Prof: Aryans Spin Same Racist Web As Nazis Bsu Sociologist Compares Butler’s Home Page With Hitler’s Speeches
Aryan Nation rhetoric echoes the Nazis of World War II, a sociologist says, but the Idaho-based white-supremacist group has gone one step further with a manifesto showcased in a colorful new Internet site.
Adolf Hitler galvanized Germans with “fighting words,” portraying the Jews as conspirators genetically incapable of redemption, said Michael Blain, a Boise State University sociology professor who has studied Hitler’s speeches.
Hitler then painted German gentiles as Aryans, members of a supposed superior race who were unsuspecting victims of Jews.
“The Nazis were playing to their audience,” Blain said. “They said ‘All we have to do is move all the Jews from Germany,’ become what I call ‘Nazi knights’ willing to engage in a crusade to build the Thousand-Year Reich.”
And that anti-Semitic pitch has not changed in two generations.
“We believe that the true, literal children of the Bible are the twelve tribes of Israel, now scattered throughout the world and now known as the Anglo-Saxon, Germanic, Teutonic, Scandinavian, Celtic peoples of the earth.
“We believe that the Canaanite Jew is the natural enemy of our Aryan (White) Race. The Jew is like a destroying virus that attacks our racial body to destroy our Aryan culture and the purity of our Race.”
That may sound straight out of Hitler’s “Mein Kampf,” but it is from the new Aryan Nation’s home page on the World Wide Web. It also features a multicolored symbol of a combination Christian cross and swastika, as well as a portrait of founder Richard Butler with arm raised in a Nazi salute.
Butler, 78, has announced he will step down. A board will pick his successor and decide whether the group remains in Idaho.

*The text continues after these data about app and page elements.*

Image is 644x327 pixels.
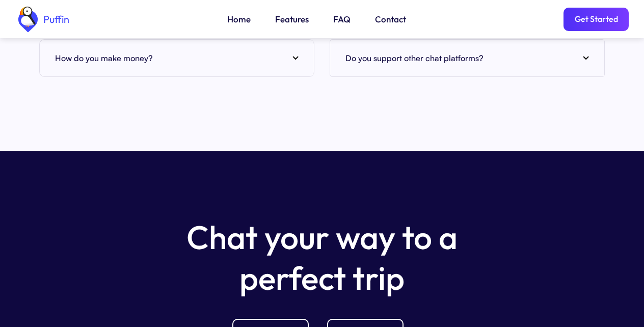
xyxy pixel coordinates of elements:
a: FAQ [333,13,351,26]
a: home [15,7,69,32]
img: arrow [293,56,299,60]
a: Home [227,13,251,26]
a: Contact [375,13,406,26]
img: arrow [583,56,589,60]
h4: Do you support other chat platforms? [345,50,483,66]
h4: How do you make money? [55,50,153,66]
a: Get Started [564,7,629,31]
div: Puffin [40,14,69,25]
a: Features [275,13,309,26]
h5: Chat your way to a perfect trip [169,217,475,299]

In a 1996 report titled The Web of Hate, the Anti-Defamation League said, “These efforts represent a well-thought-out campaign to reach more people than these groups could ever have previously contacted through traditional mailings, handouts and demonstrations.”
The league said it is too soon to tell if the recruitment strategy will be effective.
“What we do know is that the neo-Nazis and their fellow travelers have decided that the action is on the Internet. The haters realize they can leave their traditional hangouts and set up temporary recruiting posts anywhere on the Net, try to pick up new recruits and stir up even more hatred and distrust.”
Anti-Semitism has been evident in Europe for centuries, Blain said. A millennium ago, Christians were taught that Jewish authorities goaded Pontius Pilate into crucifying Jesus Christ.
But it was less than a century ago that the idea emerged, particularly in Britain, that being Jewish was biological or genetic and not just religious, Blain said.
He said Hitler capitalized on that evolving racial view of Jews to incite his followers.
“Political leaders - political actors, I call them - are always trying to portray their audiences as being innocent victims, with some kind of villainous or omnipotent power over them,” Blain said.
“On the other hand, (Hitler claimed) Aryans had certain inborn characteristics - their willingness to sacrifice for the community. It was in the blood that they were by inclination virtuous and capable of self-discipline,” he said.
The Aryan Nation’s creed sees its members driven by love, not hate.
“It is not hate,” the creed declares, “that makes the average White man look upon a mixed racial couple with a scowl on his face and a loathing in his heart. It is not hate that makes the White workingman curse over his beer about the latest boatload of mud-creatures dumped upon our shores to be given job preference over the White citizens who built this land.
“No, it is not hate. IT’S LOVE.”
Hitler was able to convert that kind of logic into the systematic mass murder of millions of Jews, Slavs, Gypsies, homosexuals and others, Blain said.
While Hitler occasionally brought up Christ, his appeal was nationalistic, Blain pointed out. But Butler’s Hayden Lake-based group calls itself the Church of Jesus Christ Christian (Aryan Nation) and bestows upon its leader the title of reverend.
Blain maintains that the susceptibility to such radical beliefs, no matter the guise, intensifies during times of dramatic change or conflict, and today’s buildup of far-right groups is unequaled since the period between the world wars.
And while unwilling to deny Butler and his followers the right to believe as they do, Blain feels the rest of the world needs to know about it even if that means giving the Aryan Nation and similar groups more attention.